Observe this movie about 3rd world - 1st world dominance in trade. If these 3rd world countries had a way to generate energy cheaply, they would not need to trade for such a pittance, and could engineer their economy more 'fruitfully'. This could give the 1st world less beneficial resource deals, though. This is economic terrorism.

Making coffee farming profitable is a good way to get more real trading partners and fewer impoverished slave-nations. The ideal is no impoverished slave-nations, and this is possible with free energy. This cannot condone 1st-3rd slavery. It is a crime that the 1st world enforces. It would be better to pay them reasonable wage for their beans than to break their knees into economic weakness.

Monday, November 06, 2006

Bare Cost of Living and Federal Minimum Wage

The 1968 minimum wage was equal to $9.33 [2006]. The cost of living in 1968 was also lesser in 2006 dollars. This would make even the least able person capable of making a suitable living wage! We did beat the Soviets' communism in that sense, and tenable welfare and other tax-provided public services can fill the gaps inbetween. But we lost to the lowest bidder when our state became unable to do this by allowing megaprivatization, corporatization, lagging out the minimum wage, and unbalancing the economy that is now threatening our Constituional framework and producing a poor lifestyle for millions in America and exploiting those around the world.

http://www.letjusticeroll.org/stateminimumwagechart.html
This chart shows the state minimum wages. The federal government recently did not pass a law that would make the minimum wage $7.50.

Monthly: hi low
Car insurance 78 78
Gasoline 200 100
Car care 150 50
Rents 500 300
Foods 400 300
Repayments 300 200
Stuff 200 22
Savings 200 50
Tax/Junk-15 305 165
---------------------------------------
M-Total 2334 1265
Annual 28000 15144

Weekly Pre- Tax Income
538 291

Hourly Wage $14.00 $7.57
[2000hrs]

This is a rough estimation of the basic living needs of the average human being working in America. If they begin debt free, they can work easily and use $2400-3600 less per year, which would turn into $1.20-1.80 less per hour, changing the debtless basic plan to $6.37/hour. Car insurance for many states and drivers is higher than $78 per month. Savings selections may vary. Rent indicates shared inexpensive rented dwelling. Food may cost more than $400 per person per month. The Red Cross affords something like $75 weekly for a person for food.
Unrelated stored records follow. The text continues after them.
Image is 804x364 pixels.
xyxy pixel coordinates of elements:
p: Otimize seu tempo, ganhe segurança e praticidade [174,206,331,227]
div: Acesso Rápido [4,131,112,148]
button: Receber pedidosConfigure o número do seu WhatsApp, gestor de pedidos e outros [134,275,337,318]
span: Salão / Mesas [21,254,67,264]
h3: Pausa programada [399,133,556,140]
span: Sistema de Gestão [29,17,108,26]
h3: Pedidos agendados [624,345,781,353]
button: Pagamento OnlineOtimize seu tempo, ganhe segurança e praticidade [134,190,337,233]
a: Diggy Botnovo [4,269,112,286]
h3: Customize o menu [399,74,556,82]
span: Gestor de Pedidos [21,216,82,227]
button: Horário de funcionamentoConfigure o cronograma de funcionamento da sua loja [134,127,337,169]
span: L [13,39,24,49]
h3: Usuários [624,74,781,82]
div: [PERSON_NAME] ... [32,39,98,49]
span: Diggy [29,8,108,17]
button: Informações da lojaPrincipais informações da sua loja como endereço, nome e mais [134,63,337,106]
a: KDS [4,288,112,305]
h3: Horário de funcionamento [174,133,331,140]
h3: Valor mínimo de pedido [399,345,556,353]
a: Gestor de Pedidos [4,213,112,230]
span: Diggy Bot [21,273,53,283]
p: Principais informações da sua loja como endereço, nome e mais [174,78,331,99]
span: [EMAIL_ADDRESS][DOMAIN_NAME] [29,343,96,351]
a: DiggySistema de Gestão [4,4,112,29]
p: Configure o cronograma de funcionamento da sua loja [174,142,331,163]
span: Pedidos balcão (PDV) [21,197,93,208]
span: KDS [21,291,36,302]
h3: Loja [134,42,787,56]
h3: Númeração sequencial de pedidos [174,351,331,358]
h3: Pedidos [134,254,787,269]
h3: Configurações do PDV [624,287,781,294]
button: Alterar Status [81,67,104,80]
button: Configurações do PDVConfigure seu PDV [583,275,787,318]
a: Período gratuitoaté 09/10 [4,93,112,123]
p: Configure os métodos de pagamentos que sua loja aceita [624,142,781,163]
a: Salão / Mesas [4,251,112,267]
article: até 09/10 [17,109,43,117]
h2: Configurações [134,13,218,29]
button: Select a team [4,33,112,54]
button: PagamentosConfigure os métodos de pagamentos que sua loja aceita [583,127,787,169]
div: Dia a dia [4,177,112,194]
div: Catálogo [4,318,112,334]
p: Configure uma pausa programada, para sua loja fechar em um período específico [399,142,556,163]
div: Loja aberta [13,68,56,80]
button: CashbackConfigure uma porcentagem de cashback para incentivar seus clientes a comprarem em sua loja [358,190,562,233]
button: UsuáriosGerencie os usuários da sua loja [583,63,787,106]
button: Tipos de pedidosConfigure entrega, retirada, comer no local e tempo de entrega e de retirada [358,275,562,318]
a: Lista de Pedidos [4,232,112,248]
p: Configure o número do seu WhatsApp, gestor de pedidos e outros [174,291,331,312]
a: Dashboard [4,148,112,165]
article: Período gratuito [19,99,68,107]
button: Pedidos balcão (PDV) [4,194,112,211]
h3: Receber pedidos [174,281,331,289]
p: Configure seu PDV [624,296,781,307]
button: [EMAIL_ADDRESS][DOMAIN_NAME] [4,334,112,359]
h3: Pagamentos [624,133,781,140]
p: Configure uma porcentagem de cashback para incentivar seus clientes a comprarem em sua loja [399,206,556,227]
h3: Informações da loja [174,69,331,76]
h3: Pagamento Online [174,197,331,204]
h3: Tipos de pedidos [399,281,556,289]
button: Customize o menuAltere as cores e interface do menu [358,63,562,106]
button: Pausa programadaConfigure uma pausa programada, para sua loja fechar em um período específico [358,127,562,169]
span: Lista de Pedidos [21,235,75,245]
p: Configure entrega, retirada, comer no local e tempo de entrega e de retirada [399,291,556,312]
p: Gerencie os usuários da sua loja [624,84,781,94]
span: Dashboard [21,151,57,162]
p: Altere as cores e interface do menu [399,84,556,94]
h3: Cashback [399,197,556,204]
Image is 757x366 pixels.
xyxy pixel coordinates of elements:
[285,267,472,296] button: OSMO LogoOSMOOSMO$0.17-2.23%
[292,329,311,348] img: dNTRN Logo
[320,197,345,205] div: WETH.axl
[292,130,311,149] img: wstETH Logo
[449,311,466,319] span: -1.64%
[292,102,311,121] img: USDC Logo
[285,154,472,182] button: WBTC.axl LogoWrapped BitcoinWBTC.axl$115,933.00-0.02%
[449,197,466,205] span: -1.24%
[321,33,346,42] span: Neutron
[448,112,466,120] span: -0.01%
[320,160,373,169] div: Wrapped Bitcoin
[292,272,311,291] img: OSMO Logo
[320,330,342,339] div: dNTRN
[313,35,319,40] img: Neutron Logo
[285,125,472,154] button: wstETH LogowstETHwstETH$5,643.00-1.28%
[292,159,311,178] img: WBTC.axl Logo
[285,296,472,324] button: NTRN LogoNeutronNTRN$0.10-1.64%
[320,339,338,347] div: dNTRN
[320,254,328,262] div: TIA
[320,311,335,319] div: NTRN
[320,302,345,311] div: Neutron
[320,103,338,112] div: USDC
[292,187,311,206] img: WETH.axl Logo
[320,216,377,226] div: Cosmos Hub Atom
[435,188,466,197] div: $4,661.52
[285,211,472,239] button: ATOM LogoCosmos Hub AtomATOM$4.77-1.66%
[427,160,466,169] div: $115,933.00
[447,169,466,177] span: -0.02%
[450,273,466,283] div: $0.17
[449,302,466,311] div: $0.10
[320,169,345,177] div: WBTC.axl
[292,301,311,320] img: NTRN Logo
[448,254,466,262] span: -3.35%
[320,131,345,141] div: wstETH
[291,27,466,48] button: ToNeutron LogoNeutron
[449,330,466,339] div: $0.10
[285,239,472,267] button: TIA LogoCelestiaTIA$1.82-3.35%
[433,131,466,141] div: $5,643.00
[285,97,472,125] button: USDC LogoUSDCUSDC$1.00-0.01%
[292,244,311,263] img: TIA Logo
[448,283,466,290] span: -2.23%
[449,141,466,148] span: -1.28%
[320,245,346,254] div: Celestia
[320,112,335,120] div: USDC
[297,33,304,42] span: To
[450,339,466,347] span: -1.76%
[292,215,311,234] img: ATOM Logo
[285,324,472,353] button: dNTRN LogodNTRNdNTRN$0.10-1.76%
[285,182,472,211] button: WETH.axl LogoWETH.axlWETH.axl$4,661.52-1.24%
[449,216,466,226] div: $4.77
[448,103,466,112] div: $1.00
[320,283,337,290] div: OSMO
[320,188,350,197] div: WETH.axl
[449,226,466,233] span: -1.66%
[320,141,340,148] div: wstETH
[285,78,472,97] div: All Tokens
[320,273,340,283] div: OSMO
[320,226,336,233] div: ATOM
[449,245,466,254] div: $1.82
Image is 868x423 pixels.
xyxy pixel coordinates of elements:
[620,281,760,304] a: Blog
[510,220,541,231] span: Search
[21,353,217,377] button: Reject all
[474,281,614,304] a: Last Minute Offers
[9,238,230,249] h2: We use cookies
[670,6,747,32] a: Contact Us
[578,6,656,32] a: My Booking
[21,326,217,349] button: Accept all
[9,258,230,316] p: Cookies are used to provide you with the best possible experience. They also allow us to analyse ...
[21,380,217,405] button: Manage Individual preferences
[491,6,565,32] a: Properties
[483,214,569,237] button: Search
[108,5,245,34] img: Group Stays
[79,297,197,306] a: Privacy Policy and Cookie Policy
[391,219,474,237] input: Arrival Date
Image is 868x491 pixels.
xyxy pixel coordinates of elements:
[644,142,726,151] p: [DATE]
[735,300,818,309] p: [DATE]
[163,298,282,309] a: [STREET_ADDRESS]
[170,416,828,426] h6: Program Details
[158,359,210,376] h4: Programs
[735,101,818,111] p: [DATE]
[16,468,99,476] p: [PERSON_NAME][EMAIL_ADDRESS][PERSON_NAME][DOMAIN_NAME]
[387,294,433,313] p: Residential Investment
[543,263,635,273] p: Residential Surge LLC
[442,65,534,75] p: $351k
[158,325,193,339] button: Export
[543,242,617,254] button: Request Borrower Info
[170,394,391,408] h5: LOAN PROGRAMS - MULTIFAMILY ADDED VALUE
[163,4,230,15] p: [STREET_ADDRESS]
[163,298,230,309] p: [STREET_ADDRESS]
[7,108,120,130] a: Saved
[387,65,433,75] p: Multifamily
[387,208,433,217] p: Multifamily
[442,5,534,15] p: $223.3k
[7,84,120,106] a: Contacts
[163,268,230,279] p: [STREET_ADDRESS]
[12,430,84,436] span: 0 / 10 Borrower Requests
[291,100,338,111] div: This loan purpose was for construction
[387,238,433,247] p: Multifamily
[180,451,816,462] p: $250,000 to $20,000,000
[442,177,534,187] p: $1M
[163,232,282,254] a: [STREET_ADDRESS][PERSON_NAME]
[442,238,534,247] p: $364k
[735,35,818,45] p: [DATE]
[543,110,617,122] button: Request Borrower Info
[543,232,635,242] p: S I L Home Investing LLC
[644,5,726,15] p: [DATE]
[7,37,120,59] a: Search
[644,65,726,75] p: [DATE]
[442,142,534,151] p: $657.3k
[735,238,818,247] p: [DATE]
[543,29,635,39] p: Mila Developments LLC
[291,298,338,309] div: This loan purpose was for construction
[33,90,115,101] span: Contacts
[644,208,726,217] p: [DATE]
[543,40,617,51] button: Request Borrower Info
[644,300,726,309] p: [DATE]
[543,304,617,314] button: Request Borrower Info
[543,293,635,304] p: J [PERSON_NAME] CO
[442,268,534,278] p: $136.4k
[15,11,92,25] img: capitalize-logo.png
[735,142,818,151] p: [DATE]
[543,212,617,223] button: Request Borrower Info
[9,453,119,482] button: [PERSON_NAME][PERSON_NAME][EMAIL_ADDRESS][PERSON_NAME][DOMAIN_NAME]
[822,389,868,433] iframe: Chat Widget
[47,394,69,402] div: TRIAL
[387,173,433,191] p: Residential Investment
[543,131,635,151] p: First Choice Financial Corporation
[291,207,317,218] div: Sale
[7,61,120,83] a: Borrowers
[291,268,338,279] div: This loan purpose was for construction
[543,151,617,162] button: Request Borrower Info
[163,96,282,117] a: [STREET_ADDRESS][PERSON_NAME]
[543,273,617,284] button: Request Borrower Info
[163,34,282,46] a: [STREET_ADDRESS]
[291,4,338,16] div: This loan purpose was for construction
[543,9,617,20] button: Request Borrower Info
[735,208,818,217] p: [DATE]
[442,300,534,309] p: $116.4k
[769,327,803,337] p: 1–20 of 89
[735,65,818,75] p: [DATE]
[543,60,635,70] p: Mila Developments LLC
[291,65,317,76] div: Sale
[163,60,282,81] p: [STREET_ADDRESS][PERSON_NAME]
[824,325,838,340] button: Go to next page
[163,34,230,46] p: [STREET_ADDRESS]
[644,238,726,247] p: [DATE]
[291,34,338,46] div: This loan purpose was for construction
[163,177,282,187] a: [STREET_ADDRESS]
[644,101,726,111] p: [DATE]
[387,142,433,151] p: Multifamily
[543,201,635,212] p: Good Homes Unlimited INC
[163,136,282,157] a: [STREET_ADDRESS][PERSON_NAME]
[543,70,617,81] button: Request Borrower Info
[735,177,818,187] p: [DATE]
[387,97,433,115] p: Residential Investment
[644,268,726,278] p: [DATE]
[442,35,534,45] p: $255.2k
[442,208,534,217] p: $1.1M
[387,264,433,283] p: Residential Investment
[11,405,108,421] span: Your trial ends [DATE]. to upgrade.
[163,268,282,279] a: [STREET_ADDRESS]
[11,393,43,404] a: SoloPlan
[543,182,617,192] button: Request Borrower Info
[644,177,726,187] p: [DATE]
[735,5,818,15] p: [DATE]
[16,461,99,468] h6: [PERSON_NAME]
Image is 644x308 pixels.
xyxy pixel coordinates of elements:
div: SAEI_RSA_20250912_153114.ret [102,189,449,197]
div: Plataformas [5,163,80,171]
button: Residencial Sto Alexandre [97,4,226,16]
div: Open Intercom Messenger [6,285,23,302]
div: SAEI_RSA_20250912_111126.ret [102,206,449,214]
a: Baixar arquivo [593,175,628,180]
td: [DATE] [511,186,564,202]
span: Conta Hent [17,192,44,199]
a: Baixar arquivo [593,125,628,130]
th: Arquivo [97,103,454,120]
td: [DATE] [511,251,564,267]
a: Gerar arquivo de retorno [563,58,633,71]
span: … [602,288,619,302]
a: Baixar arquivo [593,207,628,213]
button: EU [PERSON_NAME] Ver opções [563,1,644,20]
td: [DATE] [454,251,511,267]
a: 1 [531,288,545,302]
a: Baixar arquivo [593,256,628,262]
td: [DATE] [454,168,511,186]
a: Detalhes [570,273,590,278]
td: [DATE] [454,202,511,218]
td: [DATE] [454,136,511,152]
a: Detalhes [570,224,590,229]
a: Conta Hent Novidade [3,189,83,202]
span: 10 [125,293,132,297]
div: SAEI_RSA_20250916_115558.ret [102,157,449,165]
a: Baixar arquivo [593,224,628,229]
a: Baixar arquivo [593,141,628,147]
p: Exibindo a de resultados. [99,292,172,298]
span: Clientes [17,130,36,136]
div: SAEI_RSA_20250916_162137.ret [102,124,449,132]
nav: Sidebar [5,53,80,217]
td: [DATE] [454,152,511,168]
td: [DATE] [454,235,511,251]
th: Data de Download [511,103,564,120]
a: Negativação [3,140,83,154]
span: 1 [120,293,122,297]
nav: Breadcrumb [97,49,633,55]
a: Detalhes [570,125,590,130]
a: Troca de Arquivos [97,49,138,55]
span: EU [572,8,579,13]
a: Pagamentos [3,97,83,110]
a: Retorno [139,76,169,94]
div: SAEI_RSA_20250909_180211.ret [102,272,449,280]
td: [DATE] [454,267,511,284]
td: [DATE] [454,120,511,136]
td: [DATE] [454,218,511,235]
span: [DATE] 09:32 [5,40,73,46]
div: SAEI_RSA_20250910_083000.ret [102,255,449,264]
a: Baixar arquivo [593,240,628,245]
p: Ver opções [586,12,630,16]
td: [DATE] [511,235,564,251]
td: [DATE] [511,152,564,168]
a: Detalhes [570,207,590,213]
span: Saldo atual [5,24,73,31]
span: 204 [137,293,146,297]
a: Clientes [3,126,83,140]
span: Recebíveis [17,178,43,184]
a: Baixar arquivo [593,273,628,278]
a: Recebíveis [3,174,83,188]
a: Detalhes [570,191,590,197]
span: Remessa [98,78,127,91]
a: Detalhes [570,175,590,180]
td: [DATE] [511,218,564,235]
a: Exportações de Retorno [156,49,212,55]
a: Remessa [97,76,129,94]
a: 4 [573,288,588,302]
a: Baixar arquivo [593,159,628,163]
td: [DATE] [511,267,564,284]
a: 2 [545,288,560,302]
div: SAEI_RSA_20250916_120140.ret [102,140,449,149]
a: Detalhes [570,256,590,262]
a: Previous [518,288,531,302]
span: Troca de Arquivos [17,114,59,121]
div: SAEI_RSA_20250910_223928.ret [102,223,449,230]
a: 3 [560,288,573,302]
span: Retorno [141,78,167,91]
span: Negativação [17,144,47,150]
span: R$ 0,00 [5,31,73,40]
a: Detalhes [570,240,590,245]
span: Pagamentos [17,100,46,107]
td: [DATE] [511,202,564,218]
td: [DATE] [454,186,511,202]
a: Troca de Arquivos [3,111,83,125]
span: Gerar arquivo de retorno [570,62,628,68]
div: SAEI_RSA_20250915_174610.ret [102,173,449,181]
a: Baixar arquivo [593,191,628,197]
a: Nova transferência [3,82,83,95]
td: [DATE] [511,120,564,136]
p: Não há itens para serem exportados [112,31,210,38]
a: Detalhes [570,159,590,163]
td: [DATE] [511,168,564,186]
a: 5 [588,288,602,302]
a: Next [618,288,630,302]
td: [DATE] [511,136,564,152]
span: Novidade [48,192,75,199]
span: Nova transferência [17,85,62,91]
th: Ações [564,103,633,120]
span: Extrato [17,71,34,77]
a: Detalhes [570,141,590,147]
Purchase of 'stuff' assumes no 'major' spending events, like buying a leather jacket or new computer, or only every few months. Assume no health insurance, or job-only payers, or add it on top at ~60 biweekly, turning into +~$.75 hourly. The tax is also somewhat low and does not include state tax.

The state minimum wage in:

Massachusetts is $6.75. In January, 2007 it will become $7.50 FAIRish
Connecticut is $7.40. In 2007 it will become $7.65 FAIR
California has $6.75. In 2007 it will become $7.50 In 2008 it will become $8.00. Okay
New Hampshire: Federal Rate $5.15. POOR.
New York State is $6.75. It will become $7.15 in 2007. NOT-OK
Rhode Island is $7.10, which becomes $7.40 in 2007.
Vermont has $7.25, which is adjusted for inflation annually! KIND OF FAIR
Washingont State had $7.63, which is the highest minimum income state, which is adjusted for inflation annually. Only Washington state truly meets the living minimum figured here.